Nashville journalist who covers ICE gets detained herself


A Colombian-born journalist who covers immigration enforcement in Nashville now finds herself in Immigration and Customs Enforcement (ICE) custody, with her lawyers calling it an unconstitutional retaliation.
What happened: Estefany Rodríguez, a reporter for Spanish-language outlet Nashville Noticias, was arrested by ICE agents while traveling with her husband in the outlet’s branded vehicle on the morning of March 4. Agents from a Fugitive Operations Team had surveilled the family since early morning, waiting until the couple’s 7-year-old daughter had been dropped off. The detention came just one day after she covered ICE activity in the city.
ICE directed Rodríguez to report to its Nashville field office on Jan. 26, but a winter storm shut down the city that day. A second letter ordered her to appear on Feb. 25, but officials told her husband and attorney they could find no record of the appointment and rescheduled it for a later date. The government says a warrant was issued when she failed to appear, stating in court documents that “there was a valid warrant for her arrest as an alien issued on March 2, 2026, two days prior to her arrest.” Her lawyers, however, dispute this, arguing she was never served the warrant and that her detention violates her First and Fifth Amendment rights.
About Rodríguez: Rodríguez, 35, spent years in Colombia reporting on corruption and armed militia groups, drawing death threats that led to a government-assigned security detail. “When you report, you’ll find that some of these people don’t like what you’re reporting on, and they’ll get bothered and think they have to get rid of the reporter,” her father, Juan Rodriguez, told CNN in part.

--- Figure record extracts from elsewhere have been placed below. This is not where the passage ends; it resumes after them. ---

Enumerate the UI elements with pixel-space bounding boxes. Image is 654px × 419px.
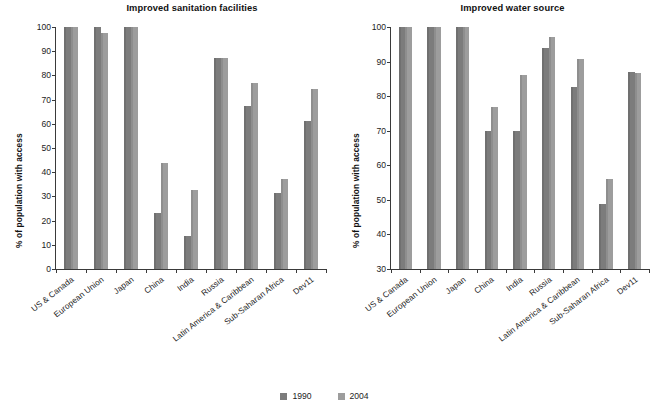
x-tick-mark: [236, 269, 237, 273]
x-tick-mark: [448, 269, 449, 273]
bar-2004: [191, 190, 198, 269]
x-tick-mark: [266, 269, 267, 273]
x-tick-mark: [563, 269, 564, 273]
x-tick-mark: [477, 269, 478, 273]
bar-group: Japan: [116, 27, 146, 269]
legend-swatch-2004: [338, 393, 345, 400]
x-tick-mark: [296, 269, 297, 273]
x-tick-mark: [206, 269, 207, 273]
bar-group: European Union: [86, 27, 116, 269]
x-axis-label: Russia: [200, 275, 226, 298]
x-tick-mark: [620, 269, 621, 273]
bar-1990: [399, 27, 406, 269]
x-tick-mark: [56, 269, 57, 273]
bar-2004: [463, 27, 470, 269]
legend-item: 1990: [280, 391, 311, 401]
bar-group: Latin America & Caribbean: [236, 27, 266, 269]
x-axis-label: Dev11: [291, 275, 315, 297]
chart-title-right: Improved water source: [340, 3, 654, 13]
x-tick-mark: [116, 269, 117, 273]
x-tick-mark: [86, 269, 87, 273]
bar-group: Latin America & Caribbean: [563, 27, 592, 269]
legend-item: 2004: [338, 391, 369, 401]
bar-group: Russia: [206, 27, 236, 269]
bar-1990: [427, 27, 434, 269]
bar-1990: [513, 131, 520, 269]
bar-1990: [244, 106, 251, 269]
x-axis-label: China: [473, 275, 496, 296]
bar-group: Japan: [448, 27, 477, 269]
bar-2004: [434, 27, 441, 269]
bar-2004: [311, 89, 318, 269]
bar-2004: [161, 163, 168, 269]
x-tick-mark: [506, 269, 507, 273]
bar-2004: [221, 58, 228, 269]
bar-2004: [405, 27, 412, 269]
bar-group: China: [477, 27, 506, 269]
chart-title-left: Improved sanitation facilities: [0, 3, 362, 13]
bar-group: Dev11: [296, 27, 326, 269]
bar-1990: [274, 193, 281, 269]
bar-2004: [491, 107, 498, 269]
x-tick-mark: [176, 269, 177, 273]
bar-1990: [485, 131, 492, 269]
x-tick-mark: [326, 269, 327, 273]
bar-group: Sub-Saharan Africa: [266, 27, 296, 269]
bar-2004: [635, 73, 642, 269]
x-tick-mark: [391, 269, 392, 273]
x-axis-label: Dev11: [615, 275, 639, 297]
bar-1990: [571, 87, 578, 269]
bar-group: European Union: [420, 27, 449, 269]
x-axis-label: India: [176, 275, 196, 293]
bar-1990: [599, 204, 606, 269]
bar-1990: [542, 48, 549, 269]
bar-1990: [94, 27, 101, 269]
y-axis-label-left: % of population with access: [14, 133, 24, 248]
bar-group: India: [176, 27, 206, 269]
bar-group: Dev11: [620, 27, 649, 269]
bar-1990: [124, 27, 131, 269]
bar-1990: [628, 72, 635, 269]
bar-1990: [214, 58, 221, 269]
x-tick-mark: [146, 269, 147, 273]
chart-panel-sanitation: Improved sanitation facilities % of popu…: [0, 0, 340, 390]
bar-2004: [71, 27, 78, 269]
x-tick-mark: [649, 269, 650, 273]
bar-group: Russia: [534, 27, 563, 269]
bar-group: India: [506, 27, 535, 269]
bar-1990: [304, 121, 311, 269]
bar-1990: [154, 213, 161, 269]
bar-group: China: [146, 27, 176, 269]
bar-2004: [606, 179, 613, 269]
x-axis-label: India: [505, 275, 525, 293]
bar-group: US & Canada: [391, 27, 420, 269]
plot-area-left: 0102030405060708090100US & CanadaEuropea…: [55, 27, 326, 270]
bar-group: US & Canada: [56, 27, 86, 269]
bar-2004: [577, 59, 584, 269]
x-axis-label: Japan: [112, 275, 136, 296]
x-axis-label: Japan: [444, 275, 468, 296]
x-tick-mark: [420, 269, 421, 273]
x-axis-label: China: [143, 275, 166, 296]
legend-swatch-1990: [280, 393, 287, 400]
x-tick-mark: [534, 269, 535, 273]
bar-2004: [549, 37, 556, 269]
legend-label: 1990: [292, 391, 311, 401]
bar-1990: [64, 27, 71, 269]
legend-label: 2004: [350, 391, 369, 401]
y-axis-label-right: % of population with access: [351, 133, 361, 248]
bar-group: Sub-Saharan Africa: [592, 27, 621, 269]
bar-1990: [184, 236, 191, 269]
bar-1990: [456, 27, 463, 269]
legend: 19902004: [0, 391, 649, 401]
bar-2004: [131, 27, 138, 269]
bar-2004: [520, 75, 527, 269]
bar-2004: [281, 179, 288, 269]
bar-2004: [101, 33, 108, 269]
bar-2004: [251, 83, 258, 269]
plot-area-right: 30405060708090100US & CanadaEuropean Uni…: [390, 27, 649, 270]
x-tick-mark: [592, 269, 593, 273]
chart-panel-water: Improved water source % of population wi…: [340, 0, 649, 390]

Faced with no clear path to safety, Rodriguez fled with her daughter to the U.S. on a tourist visa in 2021, filing for asylum before it expired. She later married a U.S. citizen and applied for a green card. Her commitment to accountability reporting carried over to Nashville, where she covered immigration enforcement for Nashville Noticias and Univision 42 Nashville. She holds a work permit valid through 2029.

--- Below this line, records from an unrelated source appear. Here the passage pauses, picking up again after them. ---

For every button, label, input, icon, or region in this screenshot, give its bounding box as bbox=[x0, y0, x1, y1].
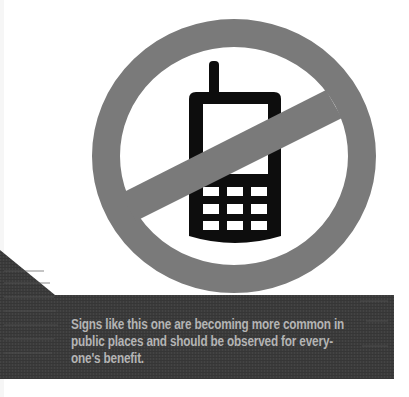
caption-line-2: public places and should be observed for… bbox=[71, 333, 348, 350]
document-page: Signs like this one are becoming more co… bbox=[0, 0, 409, 397]
caption-line-1: Signs like this one are becoming more co… bbox=[71, 316, 348, 333]
caption-line-3: one's benefit. bbox=[71, 350, 348, 367]
caption-text: Signs like this one are becoming more co… bbox=[71, 316, 348, 367]
keypad bbox=[203, 187, 267, 230]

Why this matters: Rodríguez’s case resonates with Asian Americans who navigate similarly uncertain immigration frameworks with pending applications, mixed-status households and the reality that proper paperwork offers no guaranteed protection against enforcement. And for us at The Rebel Yellow who cover immigration, the immigration crisis and press freedom are not separate stories. The idea of a journalist being detained by the very agency she covers should alarm every community reporter holding those in power accountable.
A coalition of more than 40 press freedom organizations, including the Asian American Journalists Association (AAJA), have called for Rodriguez’s immediate release. “Rodriguez’s detention is part of a broader erosion of democratic norms and human rights in the United States in which immigration authorities are increasingly being used to chill free expression and First Amendment rights. This practice must stop,” the coalition wrote.